While the Slam was a worthy achievement nonetheless, master spruiker Alan Jones built it up into something much bigger than it was. Even his team’s 1986 win in NZ, while noteworthy, should be qualified by the fact NZ was in turmoil over the Cavaliers issue.
But that’s Jones for you. The one he really should have won — the 87 World Cup — he flopped at.
ohtani's jacket said | October 26th 2009 @ 12:53pm | Report comment
Wales came third in 1987.
pothale said | October 26th 2009 @ 1:05pm | Report comment
OJ – must you keep bringing in facts to spoil the story?
Shahsan said | October 26th 2009 @ 5:53pm | Report comment
Yes, but they beat a very poor england to get to the semis where they put up no resistance against NZ. and in the 3rd place playoff they beat Australia playing against 14 men for 79 minutes.
As i said, the british teams were shambolic.
ohtani's jacket said | October 26th 2009 @ 7:51pm | Report comment
Wales were a good team back then.
They very nearly won a Grand Slam the following year and that was against a strong French side. They went down 10-9 in Cardiff on the final weekend, but shared the Five Nations championship with Jacques Fouroux’s side. There were a lot of good players in that Welsh side, several of whom took part in the Lions tour to Australia in 1989. Unfortunately, a lot of their good young players switched to league after their horrendous tour to NZ in 1988.
I wouldn’t be so dismissive of the ’84 Home Nations either. That was a special Australian side. You only have to look at the results of the rest of Australia’s tours up North to realise that was a once in a lifetime side.
Shahsan said | October 26th 2009 @ 8:31pm | Report comment
Not saying the 84 wallabies were not good. just that the 84 home nations were pretty poor. all of them
ohtani's jacket said | October 27th 2009 @ 2:18am | Report comment
What about our rank tour to Europe in ’83?
Shahsan said | October 26th 2009 @ 5:54pm | Report comment
And my point really was about the Wallabies Grand Slam feat ie who they had to beat.
Who Needs Melon said | October 26th 2009 @ 11:47am | Report comment
Yes – thanks for the article Pothale. We’re priviledged to have so many overseas correspondents such as yourself contributing to this site.
PS. Please don’t try to take the underdog status away from the Wallabies!
pothale said | October 26th 2009 @ 1:04pm | Report comment
Melon – underdogs? Underdogs!!
We’ve had our fill of “plodding northern hemisphere rugby”, “superior SH running rugby”, “neanderthals”, “slow kickfests”, etc, etc for the last I don’t know how long.
And now you want underdog status. Cheek!
Chin up. Australia are currently ranked third in the world.
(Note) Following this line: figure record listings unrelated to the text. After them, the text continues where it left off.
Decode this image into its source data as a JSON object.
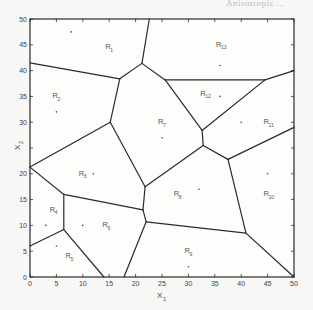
{
  "figure": {
    "title_fragment": "Anisotropic ...",
    "xlabel": "X",
    "xlabel_sub": "1",
    "ylabel": "X",
    "ylabel_sub": "2",
    "xticks": [
      0,
      5,
      10,
      15,
      20,
      25,
      30,
      35,
      40,
      45,
      50
    ],
    "yticks": [
      0,
      5,
      10,
      15,
      20,
      25,
      30,
      35,
      40,
      45,
      50
    ],
    "xlim": [
      0,
      50
    ],
    "ylim": [
      0,
      50
    ]
  },
  "chart_data": {
    "type": "voronoi-diagram",
    "title": "",
    "xlabel": "X1",
    "ylabel": "X2",
    "xlim": [
      0,
      50
    ],
    "ylim": [
      0,
      50
    ],
    "grid": false,
    "regions": [
      {
        "label": "R",
        "sub": "1",
        "seed": [
          7.8,
          47.5
        ],
        "label_pos": [
          15,
          44.5
        ]
      },
      {
        "label": "R",
        "sub": "2",
        "seed": [
          5,
          32
        ],
        "label_pos": [
          5,
          35
        ]
      },
      {
        "label": "R",
        "sub": "3",
        "seed": [
          12,
          20
        ],
        "label_pos": [
          10,
          20
        ]
      },
      {
        "label": "R",
        "sub": "4",
        "seed": [
          3,
          10
        ],
        "label_pos": [
          4.5,
          13
        ]
      },
      {
        "label": "R",
        "sub": "5",
        "seed": [
          5,
          6
        ],
        "label_pos": [
          7.5,
          4
        ]
      },
      {
        "label": "R",
        "sub": "6",
        "seed": [
          10,
          10
        ],
        "label_pos": [
          14.5,
          10
        ]
      },
      {
        "label": "R",
        "sub": "7",
        "seed": [
          25,
          27
        ],
        "label_pos": [
          25,
          30
        ]
      },
      {
        "label": "R",
        "sub": "8",
        "seed": [
          32,
          17
        ],
        "label_pos": [
          28,
          16
        ]
      },
      {
        "label": "R",
        "sub": "9",
        "seed": [
          30,
          2
        ],
        "label_pos": [
          30,
          5
        ]
      },
      {
        "label": "R",
        "sub": "10",
        "seed": [
          45,
          20
        ],
        "label_pos": [
          45,
          16
        ]
      },
      {
        "label": "R",
        "sub": "11",
        "seed": [
          40,
          30
        ],
        "label_pos": [
          45,
          30
        ]
      },
      {
        "label": "R",
        "sub": "12",
        "seed": [
          36,
          35
        ],
        "label_pos": [
          33,
          35.5
        ]
      },
      {
        "label": "R",
        "sub": "13",
        "seed": [
          36,
          41
        ],
        "label_pos": [
          36,
          45
        ]
      }
    ],
    "edges": [
      [
        [
          0,
          41.5
        ],
        [
          17,
          38.4
        ]
      ],
      [
        [
          17,
          38.4
        ],
        [
          21.2,
          41.4
        ]
      ],
      [
        [
          21.2,
          41.4
        ],
        [
          22.6,
          50
        ]
      ],
      [
        [
          21.2,
          41.4
        ],
        [
          25.6,
          38.2
        ]
      ],
      [
        [
          25.6,
          38.2
        ],
        [
          44.5,
          38.2
        ]
      ],
      [
        [
          44.5,
          38.2
        ],
        [
          50,
          40
        ]
      ],
      [
        [
          17,
          38.4
        ],
        [
          15.2,
          30
        ]
      ],
      [
        [
          15.2,
          30
        ],
        [
          0,
          21.3
        ]
      ],
      [
        [
          0,
          21.3
        ],
        [
          6.4,
          16
        ]
      ],
      [
        [
          15.2,
          30
        ],
        [
          21.8,
          17.5
        ]
      ],
      [
        [
          6.4,
          16
        ],
        [
          21.4,
          13
        ]
      ],
      [
        [
          6.4,
          16
        ],
        [
          6.4,
          9.2
        ]
      ],
      [
        [
          6.4,
          9.2
        ],
        [
          0,
          6
        ]
      ],
      [
        [
          6.4,
          9.2
        ],
        [
          14,
          0
        ]
      ],
      [
        [
          21.8,
          17.5
        ],
        [
          21.4,
          13
        ]
      ],
      [
        [
          21.4,
          13
        ],
        [
          22,
          10.7
        ]
      ],
      [
        [
          22,
          10.7
        ],
        [
          17.8,
          0
        ]
      ],
      [
        [
          22,
          10.7
        ],
        [
          40.9,
          8.5
        ]
      ],
      [
        [
          40.9,
          8.5
        ],
        [
          50,
          0
        ]
      ],
      [
        [
          21.8,
          17.5
        ],
        [
          32.8,
          25.5
        ]
      ],
      [
        [
          25.6,
          38.2
        ],
        [
          32.6,
          28.4
        ]
      ],
      [
        [
          32.6,
          28.4
        ],
        [
          44.5,
          38.2
        ]
      ],
      [
        [
          32.6,
          28.4
        ],
        [
          32.8,
          25.5
        ]
      ],
      [
        [
          32.8,
          25.5
        ],
        [
          37.5,
          22.8
        ]
      ],
      [
        [
          37.5,
          22.8
        ],
        [
          50,
          29
        ]
      ],
      [
        [
          37.5,
          22.8
        ],
        [
          40.9,
          8.5
        ]
      ]
    ]
  }
}
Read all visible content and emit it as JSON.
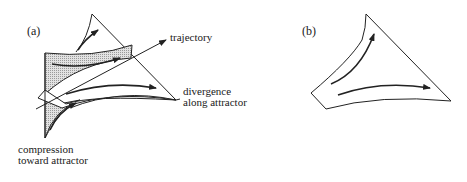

That’s the basis on which we play you.
Appreciate the comments.
wannabprop said | October 27th 2009 @ 8:05am | Report comment
Thanks Pothale – great info. Please send post haste to the Wallabies coaching staff (perhaps they can read, given they weren’t able to watch the video of the Lions series?).
re: [ insert disparaging quote here] about NH rugby – please don’t confuse Australian media commentary (and the more recent ‘bandwaggoners’) with die hard rugby fans. I believe we’ve ‘earned’ this underdog tag!